Through no disturbance of my soul
Or strong compunction in me wrought,
I supplicate for thy controul;
But in the quietness of thought:
Me this unchartered freedom tires;
I feel the weight of chance desires:
My hopes no more must change their name;
I long for a repose that ever is the same.

Ode to Duty.

From the first, the courtesy of the Press was securely enlisted in The Citizens' favour by John Crondall. For many months the Standard, now firmly established as the principal organ of the reform movement, devoted an entire page each day to the progress of our campaign and the pilgrimage of our forerunners—the Canadian preachers. John Crondall had gone thoroughly into the matter at the beginning with the editor of this journal, and the key-note thus given was taken by the Press of the whole country.

The essence of our treatment by the newspapers lay in their careful avoidance of all matter which would be likely to earn for the movement the hostility of Germany, or of the officers in command of the German forces in England. Our language took on a new and special meaning in the columns of the newspapers, where reports of our campaign were concerned. Such adjectives as "social," "moral," and the like were made to cover quite special meanings, as applied to the organization of The Citizens. So ably was all this done, that the German authorities regarded the whole movement as social and domestic, with a direct bearing upon the General Election, perhaps, but none whatever upon international politics or Anglo-German relations.

In Elberfeld's ponderous history we are given the text of a despatch to the Kaiser in which General Baron von Füchter assured his Imperial master that any interference with The Citizens and their meetings would be gratuitous and impolitic:

"Their aims being purely social and domestic, and those of a quasi-religious Friendly Society, resembling something between their 'Band of Hope' and their 'Antediluvian Buffaloes.' The English have a passion for this kind of child's play, and are absurdly impatient of official surveillance. Their incorrigible sentimentality is soothed by such movements as those of the Canadian preachers and The Citizens; but even the rudiments of discipline or efficient coördination are lacking among them. Combination against us would be impossible for them, for this is a country of individualists, among whom the matter of obligations to the State is absolutely not recognized. There is no trace of military feeling among the people, and in my opinion the invasion might safely have been attempted five, if not ten years, before it was. The absence of any note of resentment in their newspapers against our occupation has been quite marked since their preoccupation with the Canadian preachers and The Citizens. The people accept it in the most matter-of-course manner, and are already entirely absorbed once more in their own affairs, and even in their sports. British courage and independence have been no more than a myth for many years past—a bubble which your Majesty's triumphantly successful policy has burst for ever."

Another important feature, alike of our campaign and the pilgrimage of the preachers, was their positively non-party and non-sectarian character. John Crondall had been firm upon this point from the beginning. I remember his saying at the first meeting of the executive of The Citizens:

"Our party government, party conflict, here in England, have sapped the vitality of the British Empire long enough. I believe the invasion has scotched the thing, and we must be very careful to do nothing that might help to bring it to life again. A Radical, as such, is neither better nor worse than a Conservative. It does not matter two pins what becomes of the Conservative organization, or the Liberal party, as parties. I should be delighted never to hear of either again. Our business is the Empire's business; and we want the people of the Empire with us—the whole lot of them—as one solid party."

Accordingly, no mention of any political party was ever heard at our meetings. We made no appeal to any given section of the community, but only to the British public as a whole. We aimed at showing that there could be no division in national affairs, save the division which separates citizens and patriots from men worthy of neither name. And that is why Maurice Hall, in his famous British Renaissance, was able to write that:

"The General Elections of the invasion year were practically directed and decided by two forces: the influence of The Citizens and the influence of the Canadian preachers' Duty teaching. Political opinions and traditions, as previously understood, played no part whatever."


WHAT TO WORK ON »
Please retype every record exactly as it appears, omitting the pictures.

DATA PROVIDED »
- - - - - - -

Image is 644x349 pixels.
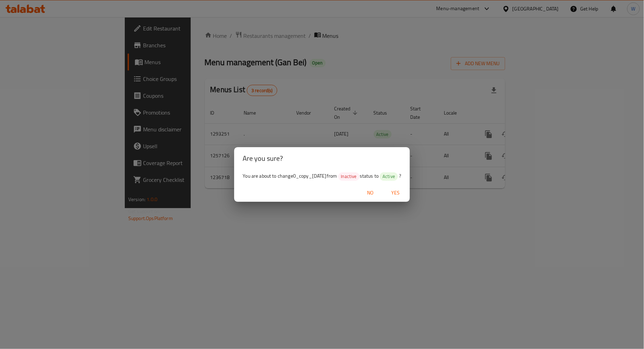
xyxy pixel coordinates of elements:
button: Yes [384,187,407,199]
div: Active [380,172,398,181]
span: No [362,189,379,197]
span: You are about to change 0_copy_[DATE] from status to ? [243,171,401,180]
div: Inactive [338,172,360,181]
span: Yes [388,189,404,197]
button: No [359,187,382,199]
span: Inactive [338,173,360,180]
span: Active [380,173,398,180]
h2: Are you sure? [243,153,401,164]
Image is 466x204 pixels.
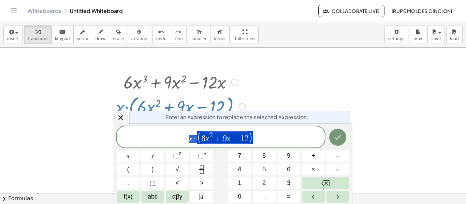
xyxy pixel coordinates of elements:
button: insert [3,26,23,44]
button: y [141,150,164,162]
span: transform [28,37,48,41]
button: 9 [277,150,300,162]
button: Absolute value [190,191,213,203]
span: f(x) [124,192,133,202]
span: < [175,179,179,188]
i: format_size [217,28,223,36]
span: erase [113,37,124,41]
button: Times [302,164,325,176]
span: keypad [55,37,70,41]
span: scrub [77,37,88,41]
button: undoundo [153,26,170,44]
button: ) [141,164,164,176]
i: undo [158,28,164,36]
span: Enter an expression to replace the selected expression. [166,113,309,121]
span: ⬚ [150,179,156,188]
button: 7 [228,150,251,162]
span: settings [388,37,405,41]
button: Toggle navigation [8,5,19,16]
span: 5 [262,165,266,174]
span: x [127,152,130,161]
button: 4 [228,164,251,176]
span: abc [148,192,158,202]
button: , [117,177,140,189]
span: + [213,135,223,143]
button: Functions [117,191,140,203]
button: Fraction [190,164,213,176]
button: x [117,150,140,162]
span: ) [152,165,154,174]
span: × [312,165,315,174]
button: Equals [277,191,300,203]
span: new [414,37,422,41]
span: 4 [238,165,241,174]
span: 2 [209,132,213,139]
a: Whiteboards [27,8,61,14]
button: Greater than [190,177,213,189]
button: Square root [166,164,189,176]
span: 9 [223,135,227,143]
i: format_size [196,28,202,36]
button: Alphabet [141,191,164,203]
span: smaller [192,37,207,41]
button: Superscript [190,150,213,162]
span: 3 [287,179,290,188]
span: 7 [238,152,241,161]
span: 9 [287,152,290,161]
span: , [127,179,129,188]
span: 6 [201,135,205,143]
button: format_sizesmaller [188,26,211,44]
span: load [450,37,459,41]
button: load [446,26,463,44]
button: erase [109,26,128,44]
button: redoredo [170,26,187,44]
span: ) [248,131,253,144]
span: . [263,192,265,202]
span: y [152,152,154,161]
span: Collaborate Live [324,8,379,14]
button: scrub [73,26,92,44]
span: arrange [131,37,147,41]
button: Done [329,129,346,146]
sup: 2 [179,152,182,157]
span: = [287,192,291,202]
button: ( [117,164,140,176]
span: 0 [238,192,241,202]
button: 8 [253,150,276,162]
button: 3 [277,177,300,189]
span: ( [127,165,129,174]
button: Placeholder [141,177,164,189]
span: 8 [262,152,266,161]
sup: n [204,152,206,157]
span: – [336,152,340,161]
button: draw [92,26,110,44]
button: . [253,191,276,203]
button: save [428,26,445,44]
span: Irupé Moldes Cincioni [391,8,453,14]
span: αβγ [172,192,183,202]
span: | [199,194,201,200]
button: format_sizelarger [210,26,230,44]
button: 1 [228,177,251,189]
span: 2 [262,179,266,188]
button: Right arrow [327,191,349,203]
span: ( [197,131,202,144]
button: Less than [166,177,189,189]
button: Squared [166,150,189,162]
span: ⬚ [173,153,179,159]
button: Backspace [302,177,349,189]
span: larger [214,37,226,41]
span: a [199,192,205,202]
button: Greek alphabet [166,191,189,203]
button: arrange [128,26,151,44]
span: 1 [240,135,244,143]
span: 2 [244,135,248,143]
var: x [205,134,209,143]
span: ÷ [337,165,340,174]
button: transform [24,26,52,44]
span: | [203,194,205,200]
span: undo [156,37,167,41]
button: new [410,26,426,44]
var: x [227,134,231,143]
span: fullscreen [235,37,255,41]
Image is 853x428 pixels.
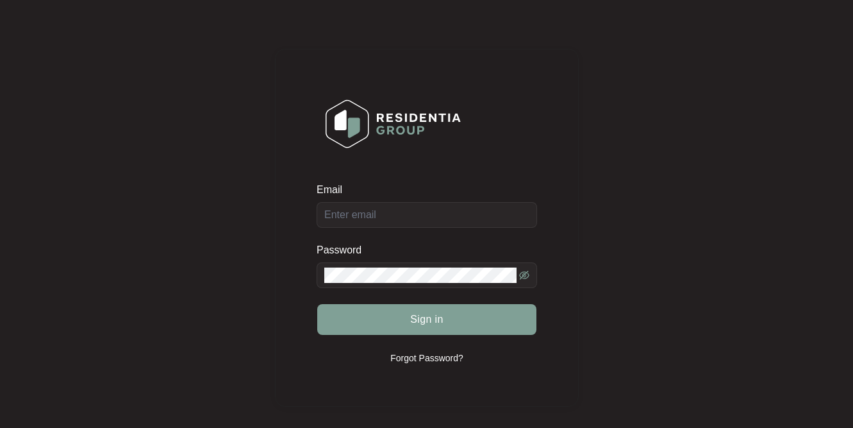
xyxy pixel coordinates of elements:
[410,312,444,327] span: Sign in
[324,267,517,283] input: Password
[317,202,537,228] input: Email
[317,183,351,196] label: Email
[519,270,530,280] span: eye-invisible
[317,304,537,335] button: Sign in
[317,91,469,156] img: Login Logo
[317,244,371,256] label: Password
[390,351,464,364] p: Forgot Password?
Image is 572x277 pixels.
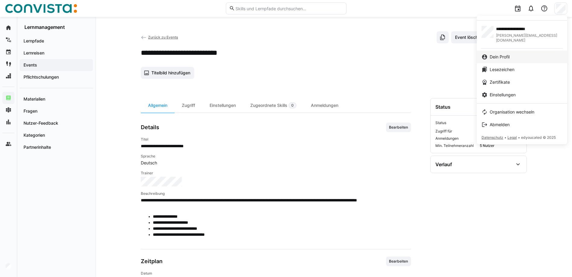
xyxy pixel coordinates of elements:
span: Abmelden [490,122,510,128]
span: Legal [508,135,517,140]
span: Zertifikate [490,79,510,85]
span: Organisation wechseln [490,109,534,115]
span: • [518,135,520,140]
span: edyoucated © 2025 [521,135,556,140]
span: Einstellungen [490,92,516,98]
span: [PERSON_NAME][EMAIL_ADDRESS][DOMAIN_NAME] [496,33,562,43]
span: Lesezeichen [490,67,514,73]
span: Dein Profil [490,54,510,60]
span: • [504,135,506,140]
span: Datenschutz [482,135,503,140]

- - - - - - -

YOUR RESPONSE »
Image is 644x349 pixels.
xyxy pixel coordinates of elements:
button: Yes [384,187,407,199]
div: Active [380,172,398,181]
span: No [362,189,379,197]
span: You are about to change 0_copy_[DATE] from status to ? [243,171,401,180]
div: Inactive [338,172,360,181]
span: Yes [388,189,404,197]
button: No [359,187,382,199]
span: Inactive [338,173,360,180]
span: Active [380,173,398,180]
h2: Are you sure? [243,153,401,164]
Image is 466x204 pixels.
xyxy pixel coordinates of elements:
button: insert [3,26,23,44]
button: y [141,150,164,162]
span: transform [28,37,48,41]
button: 9 [277,150,300,162]
button: Absolute value [190,191,213,203]
span: f(x) [124,192,133,202]
span: < [175,179,179,188]
i: format_size [217,28,223,36]
span: erase [113,37,124,41]
button: Times [302,164,325,176]
span: keypad [55,37,70,41]
span: scrub [77,37,88,41]
button: undoundo [153,26,170,44]
button: ) [141,164,164,176]
i: undo [158,28,164,36]
span: Enter an expression to replace the selected expression. [166,113,309,121]
span: ⬚ [150,179,156,188]
button: 7 [228,150,251,162]
span: settings [388,37,405,41]
button: Toggle navigation [8,5,19,16]
span: 5 [262,165,266,174]
span: x [127,152,130,161]
button: 4 [228,164,251,176]
span: abc [148,192,158,202]
button: , [117,177,140,189]
span: + [213,135,223,143]
button: Functions [117,191,140,203]
button: Fraction [190,164,213,176]
button: x [117,150,140,162]
span: ) [152,165,154,174]
span: × [312,165,315,174]
button: Equals [277,191,300,203]
span: new [414,37,422,41]
span: 4 [238,165,241,174]
span: 2 [209,132,213,139]
a: Whiteboards [27,8,61,14]
button: Greater than [190,177,213,189]
button: Square root [166,164,189,176]
span: 9 [223,135,227,143]
i: format_size [196,28,202,36]
button: Alphabet [141,191,164,203]
span: smaller [192,37,207,41]
button: Superscript [190,150,213,162]
span: 3 [287,179,290,188]
span: 7 [238,152,241,161]
span: 9 [287,152,290,161]
span: , [127,179,129,188]
span: 6 [201,135,205,143]
button: format_sizesmaller [188,26,211,44]
span: load [450,37,459,41]
button: load [446,26,463,44]
button: erase [109,26,128,44]
button: redoredo [170,26,187,44]
span: ) [248,131,253,144]
span: . [263,192,265,202]
span: y [152,152,154,161]
span: Collaborate Live [324,8,379,14]
button: scrub [73,26,92,44]
span: arrange [131,37,147,41]
button: Done [329,129,346,146]
sup: 2 [179,152,182,157]
span: = [287,192,291,202]
button: ( [117,164,140,176]
span: 0 [238,192,241,202]
button: 8 [253,150,276,162]
button: 3 [277,177,300,189]
span: ( [127,165,129,174]
button: Placeholder [141,177,164,189]
span: 8 [262,152,266,161]
sup: n [204,152,206,157]
span: – [336,152,340,161]
button: draw [92,26,110,44]
button: . [253,191,276,203]
button: save [428,26,445,44]
span: Irupé Moldes Cincioni [391,8,453,14]
span: αβγ [172,192,183,202]
span: | [199,194,201,200]
button: format_sizelarger [210,26,230,44]
button: 1 [228,177,251,189]
span: 2 [262,179,266,188]
button: Right arrow [327,191,349,203]
span: ( [197,131,202,144]
button: Less than [166,177,189,189]
button: Squared [166,150,189,162]
span: ⬚ [173,153,179,159]
button: Backspace [302,177,349,189]
span: larger [214,37,226,41]
span: a [199,192,205,202]
button: Greek alphabet [166,191,189,203]
button: arrange [128,26,151,44]
span: 1 [240,135,244,143]
span: 2 [244,135,248,143]
var: x [205,134,209,143]
span: ÷ [337,165,340,174]
button: transform [24,26,52,44]
span: | [203,194,205,200]
span: undo [156,37,167,41]
button: new [410,26,426,44]
var: x [227,134,231,143]
span: fullscreen [235,37,255,41]
Image is 853x428 pixels.
xyxy pixel coordinates of elements:
[410,312,444,327] span: Sign in
[324,267,517,283] input: Password
[317,202,537,228] input: Email
[317,183,351,196] label: Email
[519,270,530,280] span: eye-invisible
[317,304,537,335] button: Sign in
[317,91,469,156] img: Login Logo
[317,244,371,256] label: Password
[390,351,464,364] p: Forgot Password?
Image is 572x277 pixels.
xyxy pixel coordinates of elements:
span: Abmelden [490,122,510,128]
span: Legal [508,135,517,140]
span: Zertifikate [490,79,510,85]
span: Organisation wechseln [490,109,534,115]
span: • [518,135,520,140]
span: edyoucated © 2025 [521,135,556,140]
span: Einstellungen [490,92,516,98]
span: [PERSON_NAME][EMAIL_ADDRESS][DOMAIN_NAME] [496,33,562,43]
span: Lesezeichen [490,67,514,73]
span: Dein Profil [490,54,510,60]
span: • [504,135,506,140]
span: Datenschutz [482,135,503,140]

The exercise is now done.